Saturday, February 7, 2015

Last Pics From El Tuito


2015 Retreat group just before leaving


Art and Pedrito at pozole party


Pam making beautiful food for us at Casa Tejedora


We didn't suffer eating at Mario's


Gabriel Canales from Guadalajara and Jean Pierre at Mario's


We eat lunch at Mario's Patio Restaurant each day


Entry way to Rancho Primavera


Mango tree tops at Rancho Primavera


Joanie and Pam said it felt like an early morning coctail party


                                                          Chadilla, our lovely provider



Beginning of the morning at the milk drinking fest



Cacique at the Papaya



Golden-cheeked woodpecker working on the papaya



Two golden-cheeked woodpeckers going for a hole in a growing papaya at Primavera



Chayo and much loved  Yadin, her son we've know since he was a baby


Chayo, Yael and Jean Pierre the morning we left El Tuito

Life is moving on at the usual off and on and pretty fast pace in Oaxaca. Yesterday was the big market in Llano park. Tomorrow a group of about 14 of us is taking a van to an outlying village that holds a big "soup" kind of festival. Our trip to it is being organized by a French Canadian couple who love to cook here at the hotel and cooked a lot here last year. I'll be back in a day or two about how that whole excursion transpires. But first I'd like to post some of my last pics from El Tuito and Rancho Primavera. The pictures of the birds with the papaya at Rancho Primavera are substandard and taken through a closed window but I think they're worth seeing. I couldn't stop watching them.

One event I didn't really elaborate on was the early morning (6:30 am) trip just before the end of our stay, out to a dairy farm where Pedrito had arranged for JP and Yael's group to enjoy an early morning drink straight from the cow. Pedrito and his wife, working in semi-darkness at the back of their pickup, gave us each a plastic glass with grated dark chocolate and organic cane sugar alcohol in the bottom of the glass. Then each glass was handed to the man milking the cow, which, if I remember correctly,  was named Cadilla. Each of us was asked to state how much fresh hot milk we'd like and the appropriate "squeezing"  took place. A little trepidation was displayed here and there until everyone took the first drink. Simply put, It was incredibly delicious. No doubt it helped that the drink was warm and the morning was cold.

I'm also adding a few more pics from the bird refuge at Rancho Primavera, etc.  Hope you enjoy.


#### What the task asks
Find "Image is 868x408 pixels." below and begin at its line; stop after the line with "Image is 586x280 pixels.". Output those lines exactly, without pictures.

◇ ◇ ◇ ◇ ◇ ◇ ◇

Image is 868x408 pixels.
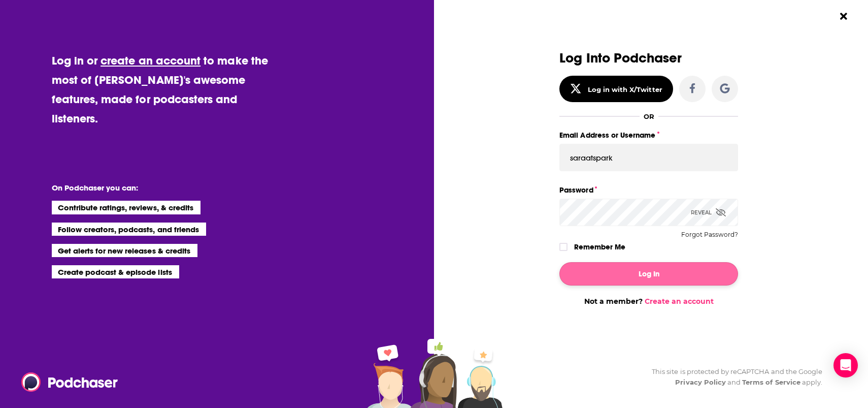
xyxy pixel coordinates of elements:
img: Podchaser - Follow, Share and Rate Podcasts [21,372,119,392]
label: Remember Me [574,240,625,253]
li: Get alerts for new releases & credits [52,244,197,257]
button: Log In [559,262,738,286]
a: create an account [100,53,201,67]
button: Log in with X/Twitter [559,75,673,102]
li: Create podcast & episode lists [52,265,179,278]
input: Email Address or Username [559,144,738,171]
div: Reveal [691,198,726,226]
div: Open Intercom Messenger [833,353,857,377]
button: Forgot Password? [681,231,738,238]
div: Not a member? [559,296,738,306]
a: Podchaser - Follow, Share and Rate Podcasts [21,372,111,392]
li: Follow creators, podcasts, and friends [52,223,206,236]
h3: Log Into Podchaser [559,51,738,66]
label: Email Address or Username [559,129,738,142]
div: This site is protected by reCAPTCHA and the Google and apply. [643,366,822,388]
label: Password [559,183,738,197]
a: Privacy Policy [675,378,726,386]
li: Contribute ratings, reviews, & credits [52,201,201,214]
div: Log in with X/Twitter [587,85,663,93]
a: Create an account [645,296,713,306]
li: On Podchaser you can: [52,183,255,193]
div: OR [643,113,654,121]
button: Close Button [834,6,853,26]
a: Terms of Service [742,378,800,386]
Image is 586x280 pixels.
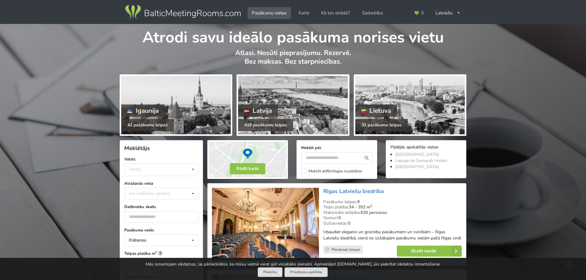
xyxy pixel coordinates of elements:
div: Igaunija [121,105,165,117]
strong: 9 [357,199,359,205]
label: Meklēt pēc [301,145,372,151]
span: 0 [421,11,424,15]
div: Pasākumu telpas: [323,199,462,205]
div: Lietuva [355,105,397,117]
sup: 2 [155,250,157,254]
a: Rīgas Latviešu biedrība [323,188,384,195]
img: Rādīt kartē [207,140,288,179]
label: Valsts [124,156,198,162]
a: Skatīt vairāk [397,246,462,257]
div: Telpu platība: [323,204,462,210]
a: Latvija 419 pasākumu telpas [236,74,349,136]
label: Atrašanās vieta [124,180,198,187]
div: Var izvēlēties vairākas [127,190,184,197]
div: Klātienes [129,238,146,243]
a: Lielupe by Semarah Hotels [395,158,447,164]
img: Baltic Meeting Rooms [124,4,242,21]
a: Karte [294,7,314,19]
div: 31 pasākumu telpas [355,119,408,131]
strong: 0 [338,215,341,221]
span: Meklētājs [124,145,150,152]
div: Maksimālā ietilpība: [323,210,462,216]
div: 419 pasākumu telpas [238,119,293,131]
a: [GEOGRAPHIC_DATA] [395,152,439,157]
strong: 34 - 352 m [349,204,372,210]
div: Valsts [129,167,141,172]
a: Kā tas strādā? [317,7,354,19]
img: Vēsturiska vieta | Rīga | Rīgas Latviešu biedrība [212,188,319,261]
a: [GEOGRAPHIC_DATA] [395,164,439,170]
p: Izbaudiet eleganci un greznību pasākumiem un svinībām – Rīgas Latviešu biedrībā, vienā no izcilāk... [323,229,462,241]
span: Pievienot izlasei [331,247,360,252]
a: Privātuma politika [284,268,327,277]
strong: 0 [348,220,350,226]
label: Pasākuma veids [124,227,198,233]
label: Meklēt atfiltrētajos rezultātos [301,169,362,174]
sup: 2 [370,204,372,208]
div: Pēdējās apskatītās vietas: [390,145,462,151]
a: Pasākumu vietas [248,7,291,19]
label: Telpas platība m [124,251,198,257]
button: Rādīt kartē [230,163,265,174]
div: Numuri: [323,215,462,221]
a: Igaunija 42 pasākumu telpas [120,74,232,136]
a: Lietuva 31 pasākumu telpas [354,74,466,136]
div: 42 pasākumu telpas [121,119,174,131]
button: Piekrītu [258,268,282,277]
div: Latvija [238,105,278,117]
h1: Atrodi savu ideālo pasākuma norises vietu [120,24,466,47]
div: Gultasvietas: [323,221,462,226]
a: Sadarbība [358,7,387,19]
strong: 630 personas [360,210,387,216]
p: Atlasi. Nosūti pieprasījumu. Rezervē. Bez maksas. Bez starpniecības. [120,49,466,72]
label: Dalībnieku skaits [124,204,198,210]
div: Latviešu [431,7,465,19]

◇ ◇ ◇ ◇ ◇ ◇ ◇

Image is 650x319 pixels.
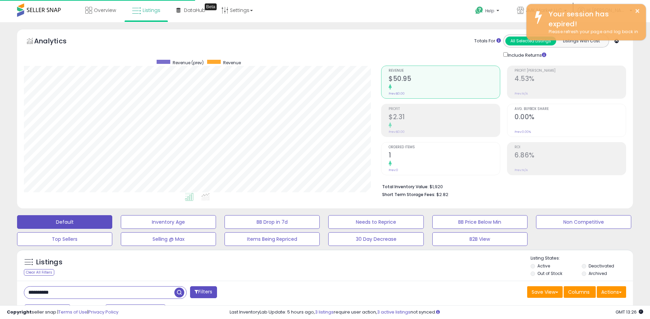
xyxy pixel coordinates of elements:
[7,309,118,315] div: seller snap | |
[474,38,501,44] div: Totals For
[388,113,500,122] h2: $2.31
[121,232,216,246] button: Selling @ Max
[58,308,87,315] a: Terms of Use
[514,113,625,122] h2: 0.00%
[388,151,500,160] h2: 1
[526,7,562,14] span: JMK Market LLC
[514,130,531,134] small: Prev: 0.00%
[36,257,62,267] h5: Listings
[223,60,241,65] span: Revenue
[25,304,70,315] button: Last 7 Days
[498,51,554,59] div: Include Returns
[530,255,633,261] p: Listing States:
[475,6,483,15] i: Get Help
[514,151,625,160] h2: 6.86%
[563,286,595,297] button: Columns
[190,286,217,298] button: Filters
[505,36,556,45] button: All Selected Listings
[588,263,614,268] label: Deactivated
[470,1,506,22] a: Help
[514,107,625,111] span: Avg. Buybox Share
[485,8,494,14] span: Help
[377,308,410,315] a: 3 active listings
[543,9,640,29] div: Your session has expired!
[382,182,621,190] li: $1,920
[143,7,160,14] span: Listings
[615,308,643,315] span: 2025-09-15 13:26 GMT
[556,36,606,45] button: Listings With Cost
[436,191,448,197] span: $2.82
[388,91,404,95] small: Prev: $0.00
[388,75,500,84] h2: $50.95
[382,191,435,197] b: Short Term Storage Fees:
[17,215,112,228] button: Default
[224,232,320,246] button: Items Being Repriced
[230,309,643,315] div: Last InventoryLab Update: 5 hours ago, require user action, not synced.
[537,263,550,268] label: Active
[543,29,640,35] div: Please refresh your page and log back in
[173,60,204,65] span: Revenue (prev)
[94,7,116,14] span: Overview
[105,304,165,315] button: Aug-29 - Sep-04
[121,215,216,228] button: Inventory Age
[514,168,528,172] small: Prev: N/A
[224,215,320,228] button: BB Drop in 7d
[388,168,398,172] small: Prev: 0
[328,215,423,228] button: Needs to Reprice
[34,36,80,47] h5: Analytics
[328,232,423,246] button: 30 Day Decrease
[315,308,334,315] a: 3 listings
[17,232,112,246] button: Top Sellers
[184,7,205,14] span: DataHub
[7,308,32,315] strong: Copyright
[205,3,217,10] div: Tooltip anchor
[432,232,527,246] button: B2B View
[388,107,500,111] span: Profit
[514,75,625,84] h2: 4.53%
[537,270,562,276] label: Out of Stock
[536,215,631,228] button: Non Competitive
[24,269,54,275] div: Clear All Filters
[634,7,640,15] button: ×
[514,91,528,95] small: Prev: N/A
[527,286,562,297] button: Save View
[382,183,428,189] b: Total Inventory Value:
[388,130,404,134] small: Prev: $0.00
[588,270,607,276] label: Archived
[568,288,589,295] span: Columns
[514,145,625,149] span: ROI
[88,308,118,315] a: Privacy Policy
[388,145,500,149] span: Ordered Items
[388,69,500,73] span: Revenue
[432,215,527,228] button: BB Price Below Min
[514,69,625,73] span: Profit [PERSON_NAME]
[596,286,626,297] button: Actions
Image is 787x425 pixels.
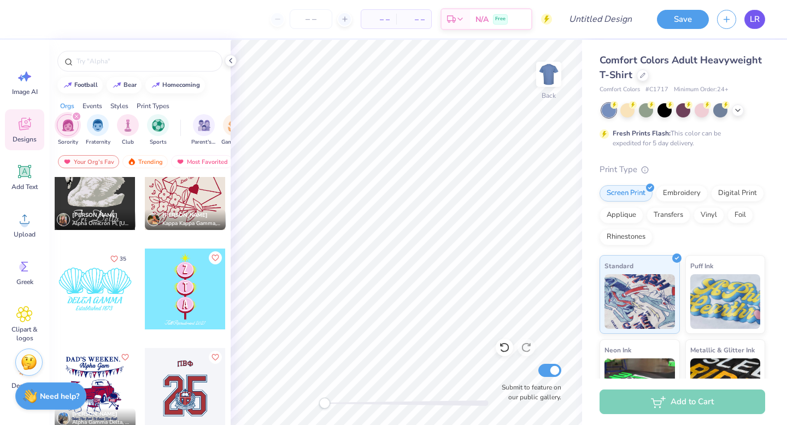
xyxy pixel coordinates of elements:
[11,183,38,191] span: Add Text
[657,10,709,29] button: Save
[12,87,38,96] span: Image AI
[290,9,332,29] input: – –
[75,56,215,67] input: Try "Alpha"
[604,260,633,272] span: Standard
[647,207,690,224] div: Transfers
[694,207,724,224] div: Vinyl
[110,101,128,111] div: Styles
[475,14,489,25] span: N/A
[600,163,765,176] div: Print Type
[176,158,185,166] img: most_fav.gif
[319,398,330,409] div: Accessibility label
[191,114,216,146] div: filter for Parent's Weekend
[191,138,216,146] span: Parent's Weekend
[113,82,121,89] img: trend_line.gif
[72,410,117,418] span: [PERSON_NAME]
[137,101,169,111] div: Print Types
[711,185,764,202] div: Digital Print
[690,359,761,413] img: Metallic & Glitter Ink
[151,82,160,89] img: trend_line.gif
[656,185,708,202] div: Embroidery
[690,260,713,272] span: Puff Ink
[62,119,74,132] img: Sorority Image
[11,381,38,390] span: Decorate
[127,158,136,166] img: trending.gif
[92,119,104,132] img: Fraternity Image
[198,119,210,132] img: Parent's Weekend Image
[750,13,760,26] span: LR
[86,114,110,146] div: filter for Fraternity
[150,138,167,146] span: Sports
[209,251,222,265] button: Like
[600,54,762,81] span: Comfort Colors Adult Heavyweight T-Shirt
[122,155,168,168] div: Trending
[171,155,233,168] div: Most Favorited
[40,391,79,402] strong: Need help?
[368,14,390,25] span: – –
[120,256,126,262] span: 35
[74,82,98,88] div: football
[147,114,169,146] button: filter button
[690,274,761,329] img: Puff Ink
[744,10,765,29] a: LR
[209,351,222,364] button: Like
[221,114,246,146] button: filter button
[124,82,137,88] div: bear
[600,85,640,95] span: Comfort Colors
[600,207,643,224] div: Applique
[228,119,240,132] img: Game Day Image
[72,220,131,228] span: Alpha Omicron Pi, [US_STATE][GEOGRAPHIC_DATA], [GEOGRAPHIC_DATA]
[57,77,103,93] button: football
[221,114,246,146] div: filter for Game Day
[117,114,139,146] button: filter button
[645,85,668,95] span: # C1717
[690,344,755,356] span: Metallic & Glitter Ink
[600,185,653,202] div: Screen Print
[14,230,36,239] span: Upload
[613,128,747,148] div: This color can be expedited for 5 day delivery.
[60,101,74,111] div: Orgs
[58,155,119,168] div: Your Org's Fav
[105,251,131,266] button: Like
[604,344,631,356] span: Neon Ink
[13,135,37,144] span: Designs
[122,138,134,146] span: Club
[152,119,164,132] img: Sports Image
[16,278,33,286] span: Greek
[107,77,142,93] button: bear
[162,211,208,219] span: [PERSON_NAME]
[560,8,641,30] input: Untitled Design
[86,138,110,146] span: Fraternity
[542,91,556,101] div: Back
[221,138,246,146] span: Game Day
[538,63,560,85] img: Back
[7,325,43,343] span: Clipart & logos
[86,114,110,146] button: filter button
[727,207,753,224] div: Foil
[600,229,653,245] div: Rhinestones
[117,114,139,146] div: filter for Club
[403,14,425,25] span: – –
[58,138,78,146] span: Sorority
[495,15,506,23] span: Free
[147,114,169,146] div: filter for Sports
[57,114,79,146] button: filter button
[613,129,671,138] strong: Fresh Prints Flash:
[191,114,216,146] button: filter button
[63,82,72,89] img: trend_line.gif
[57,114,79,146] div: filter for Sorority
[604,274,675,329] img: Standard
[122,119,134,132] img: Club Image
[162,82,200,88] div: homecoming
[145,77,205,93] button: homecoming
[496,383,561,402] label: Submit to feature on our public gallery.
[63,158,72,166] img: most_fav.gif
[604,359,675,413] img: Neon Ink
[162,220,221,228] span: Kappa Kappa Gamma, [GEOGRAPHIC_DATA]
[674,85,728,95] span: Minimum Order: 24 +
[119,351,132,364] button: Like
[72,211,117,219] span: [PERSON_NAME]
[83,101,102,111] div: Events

◇ ◇ ◇ ◇ ◇ ◇ ◇

#### Solution
Image is 868x408 pixels.
xyxy pixel coordinates of elements:
img: Podchaser - Follow, Share and Rate Podcasts [21,372,119,392]
label: Remember Me [574,240,625,253]
li: Get alerts for new releases & credits [52,244,197,257]
button: Log In [559,262,738,286]
a: create an account [100,53,201,67]
button: Log in with X/Twitter [559,75,673,102]
li: Create podcast & episode lists [52,265,179,278]
input: Email Address or Username [559,144,738,171]
div: Reveal [691,198,726,226]
div: Open Intercom Messenger [833,353,857,377]
button: Forgot Password? [681,231,738,238]
div: Not a member? [559,296,738,306]
a: Podchaser - Follow, Share and Rate Podcasts [21,372,111,392]
li: Follow creators, podcasts, and friends [52,223,206,236]
h3: Log Into Podchaser [559,51,738,66]
label: Email Address or Username [559,129,738,142]
div: This site is protected by reCAPTCHA and the Google and apply. [643,366,822,388]
label: Password [559,183,738,197]
a: Privacy Policy [675,378,726,386]
li: Contribute ratings, reviews, & credits [52,201,201,214]
div: Log in with X/Twitter [587,85,663,93]
a: Create an account [645,296,713,306]
li: On Podchaser you can: [52,183,255,193]
div: OR [643,113,654,121]
button: Close Button [834,6,853,26]
a: Terms of Service [742,378,800,386]
Image is 586x280 pixels.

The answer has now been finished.